The funds affected include pure debt funds (liquid, ultra-short, short-duration, medium-duration, long-duration, gilt, credit-risk, corporate bond funds), gold funds, gold ETFs, fund-of-funds (domestic and overseas), and hybrid funds with less than 35% equity. Equity-oriented funds (where equity is at least 65%) retain their separate LTCG/STCG treatment as before. International fund-of-funds, gold funds, and silver funds are all now under the slab-rate regime for new purchases.

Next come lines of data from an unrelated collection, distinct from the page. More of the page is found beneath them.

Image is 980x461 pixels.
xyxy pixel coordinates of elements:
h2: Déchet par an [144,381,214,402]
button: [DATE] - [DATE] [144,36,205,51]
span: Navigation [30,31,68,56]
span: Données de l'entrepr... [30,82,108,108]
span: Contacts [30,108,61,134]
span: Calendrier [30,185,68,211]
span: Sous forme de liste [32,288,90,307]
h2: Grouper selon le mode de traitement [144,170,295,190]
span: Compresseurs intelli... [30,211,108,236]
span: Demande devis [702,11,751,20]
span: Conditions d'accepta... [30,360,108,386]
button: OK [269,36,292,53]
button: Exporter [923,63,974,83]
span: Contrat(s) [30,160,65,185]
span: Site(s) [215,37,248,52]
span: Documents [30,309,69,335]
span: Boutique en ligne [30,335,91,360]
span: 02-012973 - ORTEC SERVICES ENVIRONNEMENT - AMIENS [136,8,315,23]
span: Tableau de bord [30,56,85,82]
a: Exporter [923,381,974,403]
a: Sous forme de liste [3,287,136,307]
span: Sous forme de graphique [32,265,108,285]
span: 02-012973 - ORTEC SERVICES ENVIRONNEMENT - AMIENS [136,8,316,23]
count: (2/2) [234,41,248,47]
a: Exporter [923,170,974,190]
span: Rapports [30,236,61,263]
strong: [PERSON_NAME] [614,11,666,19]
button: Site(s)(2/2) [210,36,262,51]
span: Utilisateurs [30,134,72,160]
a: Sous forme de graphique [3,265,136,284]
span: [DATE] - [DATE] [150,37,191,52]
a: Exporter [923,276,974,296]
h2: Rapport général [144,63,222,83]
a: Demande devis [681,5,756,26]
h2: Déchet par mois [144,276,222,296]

Grandfathering of units bought before April 2023

The critical carve-out is that units purchased before 1 April 2023 continue to be taxed under the old rules until they are sold. If you bought a debt fund in January 2022 and sell it in 2025 after holding for more than three years, the gain is still eligible for the 20% LTCG treatment with indexation. The date of purchase, not the date of sale, determines which regime applies.

This grandfathering creates a planning point. Investors who held pre-April 2023 debt fund units with large embedded gains have a window to sell under the more favourable old regime, since the indexation benefit on those units grows with each passing year. The decision to sell or hold depends on how the after-tax returns compare with the available alternatives under the new regime. For new money entering after April 2023, the comparison is now straightforwardly slab rate against the after-tax return of a bank FD, and for investors in lower tax brackets (below 20% effective rate) the gap has narrowed considerably.

FAQ4 reader questions · AEO-eligible

Common questions on debt fund taxation post-2023.

Are debt mutual funds still tax-efficient after April 2023?

For new purchases after 1 April 2023, debt funds lose the indexation and long-term capital gains advantage. Gains are now taxed at the investor's slab rate regardless of holding period, making them roughly equivalent to a fixed deposit on an after-tax basis for investors in the higher slabs. The main remaining advantages are liquidity, flexibility in redemption, and the absence of TDS at source on fund redemptions (unlike FD interest).

What is the tax on debt mutual funds purchased before April 2023?

Units purchased before 1 April 2023 retain the old treatment. If held for more than three years and sold after completing three years, gains are taxed at 20% with indexation (long-term capital gains). This grandfathering applies until those specific units are sold, regardless of when the sale happens.

Which funds does the April 2023 change affect?

All debt-oriented funds where equity exposure is below 35%, including liquid funds, ultra-short-term funds, short and medium duration funds, gilt funds, credit-risk funds, corporate bond funds, dynamic bond funds, gold funds, silver funds, fund-of-funds (both domestic and overseas), and hybrid funds with less than 35% equity. Equity-oriented funds (65% or more equity) are not affected and retain their existing LTCG/STCG treatment.

Is there still any advantage to holding a debt fund versus an FD for a new investor?

For investors in the 30% slab, the tax advantage largely disappears on new purchases after April 2023. The practical remaining differences are: debt funds do not have TDS deducted at source (unlike FD interest), redemption is more flexible, and some categories like liquid funds offer same-day or next-day redemption. For investors in lower tax brackets (say 10-20%), the effective rate on both instruments is similar anyway.